More than 50 protesters from the local Tibetan, Hong Kong, Uighur, Vietnamese and Taiwanese communities marched across campus on Thursday to protest the presence of the Confucius Institute (CI) at Tufts, which has financial ties to the Chinese government.
The activists and community members blasted the renewal of Tufts’ contract with the CI, a language and cultural education organization operated by Hanban, which is an agency closely linked with the Chinese Ministry of Education and Beijing Normal University, according to the CI’swebsite.
Olo Bayul, the president of the Tibetan Association of Boston (TAB) and one of the main organizers of the event, led protesters across campus.
“[The CI is] suppressing academic freedom, promoting self censorship,” Bayul said.
The TAB created a petition calling on the Tufts Board of Trustees to eliminate the CI at the university and has lobbied members of Congress to take action, according to Bayul.
He said that the association has urged University President Anthony Monaco for several months to shutter the center.
The crowd of protesters included members of We The Hongkongers, Boston Uyghurs Association and the Formosan Association for Public Affairs.
Last year, the universityannounced it renewed the CI’s contract after an extensivereview process that was instigated by concerns over the Chinese Communist Party’s influence and suppression of academic freedom. No evidence was found of Communist Party propaganda being disseminated through the institute, according to aprevious report from the university.
However, the committee did establish that the CI presented serious “reputational and ethical concerns” for the university. The contract was amended last year to address these concerns.
Many of the demonstrators did not believe the findings of the report. Phuni Meston-Eams, a member of the TAB, dismissed the idea that the CI’s main goal is educational.
“It's truly not trying to learn about Chinese culture ... [it] is really a front for propaganda,” she said.
The protest occurred on China’s National Day, and only one day after the raising of the Chinese flag at Boston City Hallsparked outrage among activists. Meston-Eams said that the TAB’s own request to fly the Tibetan flag was rejected.
“Are we a country of only thinking about money, profits and business relations? Are we thinking about human beings and values that will sustain global connection and global alliance?’” she said.
Patrick Collins, executive director of media relations at Tufts, expressed awareness of efforts to eliminate the presence of the CI on campus.
"We took very seriously the concerns expressed in some critiques offered by organizations and individuals outside Tufts that a Confucius Institute could in the future attempt to make more active efforts to influence the curriculum, limit freedom of expression or pressure Chinese students and scholars," Collins wrote in an email to the Daily.
He also noted that the university respects all viewpoints.
"We respect the right of people, both affiliated and unaffiliated with the university, to express their opinion," he said.
Nicci Mattey, president of Tufts Amnesty International, attended in personal support and in club sponsorship for the event. She spoke to the importance of standing in solidarity with local communities and for global human rights campaigns.
“We were really honored that they thought that we could be of help in this because it ties in so closely to the work we do in speaking out when we see human rights violations abroad and here at home ... it’s really about mounting enough pressure such that the administration can’t ignore us,” she said.
Maya Mitalipova, a member of the Boston Uyghurs Association and a human stem cell researcher at the Massachusetts Institute of Technology, also attended the protest. She said she feels it is her moral obligation to speak up for members of her community who remain in East Turkestan, what Uighurs call the Chinese province of Xinjiang, where officials suspect that the government has detained millions in concentration camps.
“They cannot speak up. If they will be speaking anything that's sensitive, they can lose their jobs," she said. "If they are restricted even abroad, I have to do something, to use my education, to use my position as a scientist,” she said.
Chris Choi, an activist with Hong Kong Social Action Movements in Boston, is worried about his family in Hong Kong. He said the situation has worsened after the implementation of the controversialnational security law in the region earlier this year.
He does not want to see China’s influence grow in higher education institutions.
“We want them completely out of all the colleges in the U.S.,” he said.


* [Description of the task]: Output exactly the lines of the listing below that run from the line with "Identify the location" through the line with "pyautogui.click(x=<x>, y=<y>)". No pictures.
(Records for this task begins)
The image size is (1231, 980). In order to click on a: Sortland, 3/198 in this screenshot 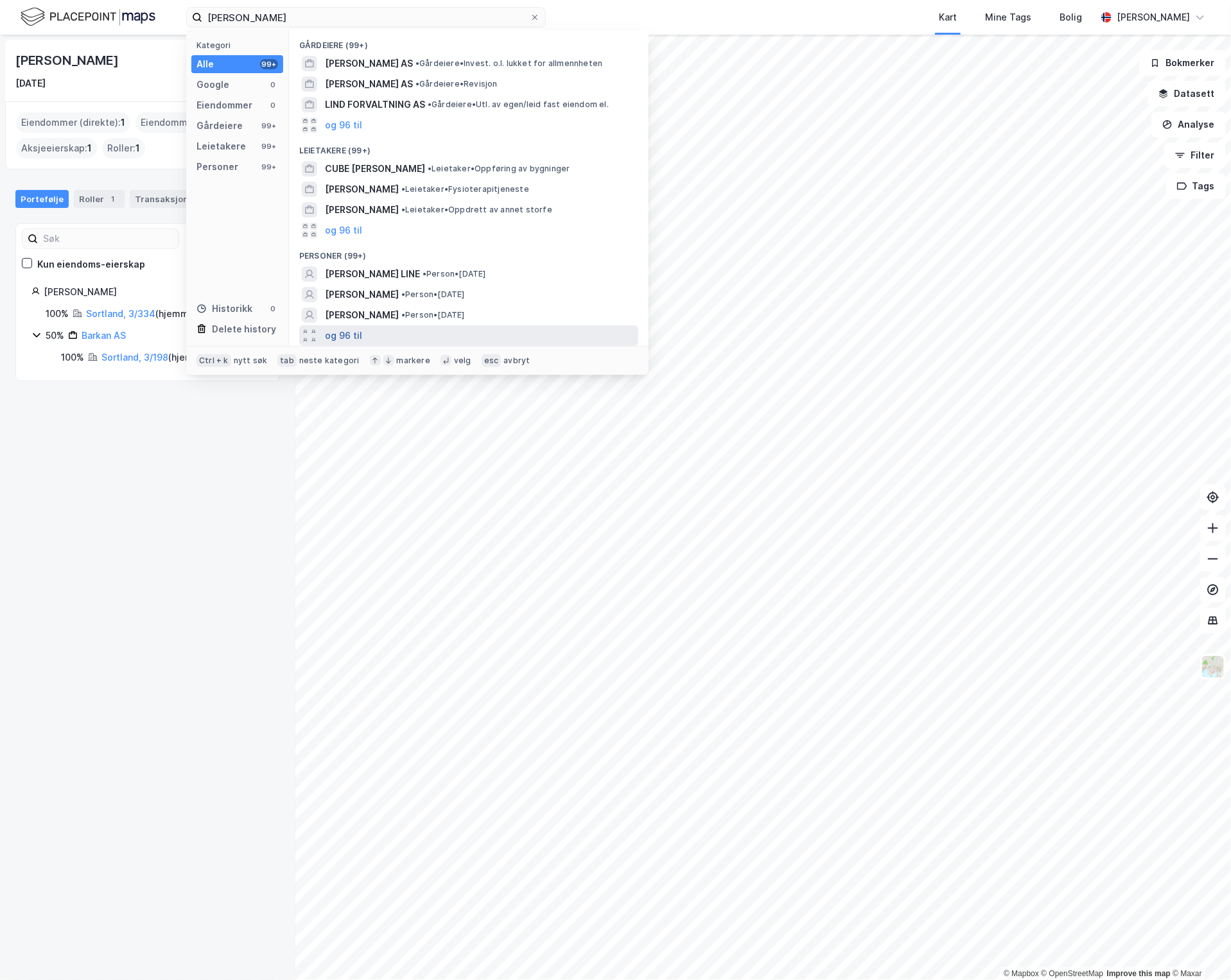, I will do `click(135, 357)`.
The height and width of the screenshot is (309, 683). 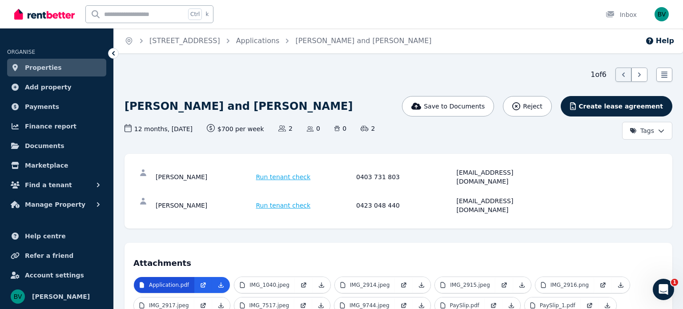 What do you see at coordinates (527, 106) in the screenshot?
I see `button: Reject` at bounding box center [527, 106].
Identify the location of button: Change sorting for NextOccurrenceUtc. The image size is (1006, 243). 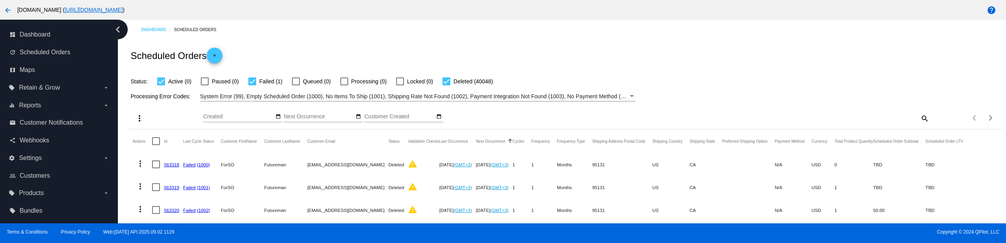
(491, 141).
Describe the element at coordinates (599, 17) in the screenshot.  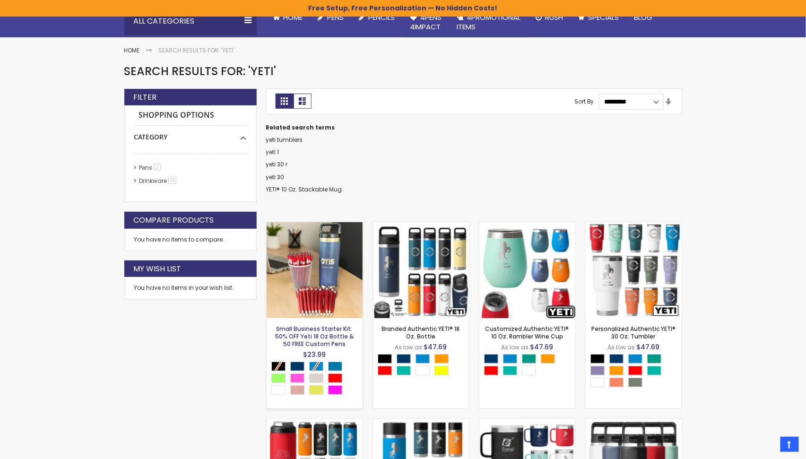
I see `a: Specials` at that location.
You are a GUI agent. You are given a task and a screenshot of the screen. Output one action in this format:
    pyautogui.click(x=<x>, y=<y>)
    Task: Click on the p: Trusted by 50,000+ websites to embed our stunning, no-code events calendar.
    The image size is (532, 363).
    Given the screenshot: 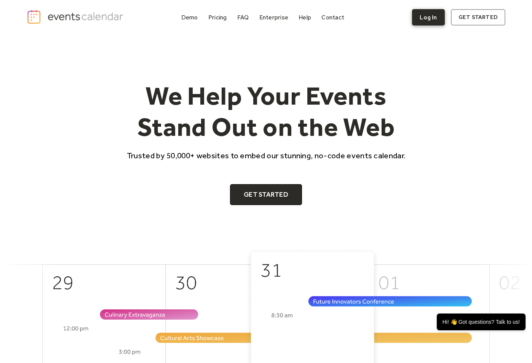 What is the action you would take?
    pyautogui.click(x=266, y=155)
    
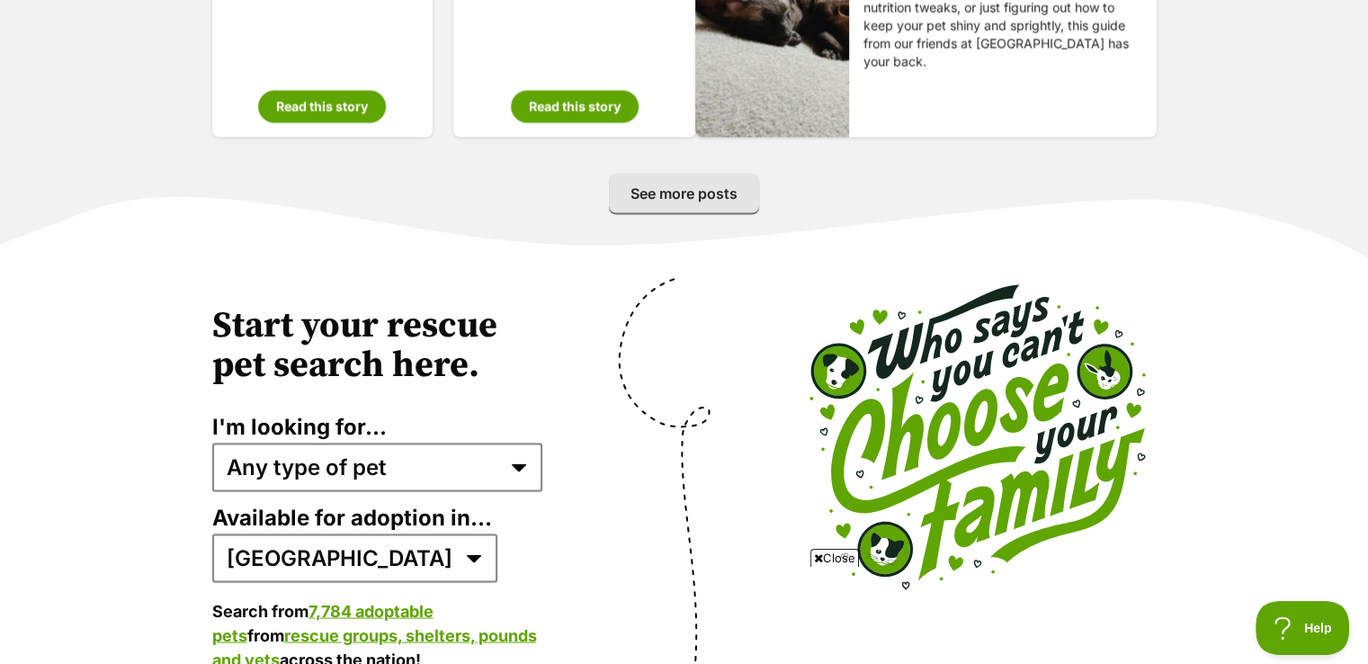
(Records for this task ends)
* [Answer for the task]:
Identify the location of button: Change sorting for NextOccurrenceUtc. The image size is (1006, 243). 
(491, 141).
Describe the element at coordinates (599, 17) in the screenshot.  
I see `a: Specials` at that location.
You are a GUI agent. You are given a task and a screenshot of the screen. Output one action in this format:
    pyautogui.click(x=<x>, y=<y>)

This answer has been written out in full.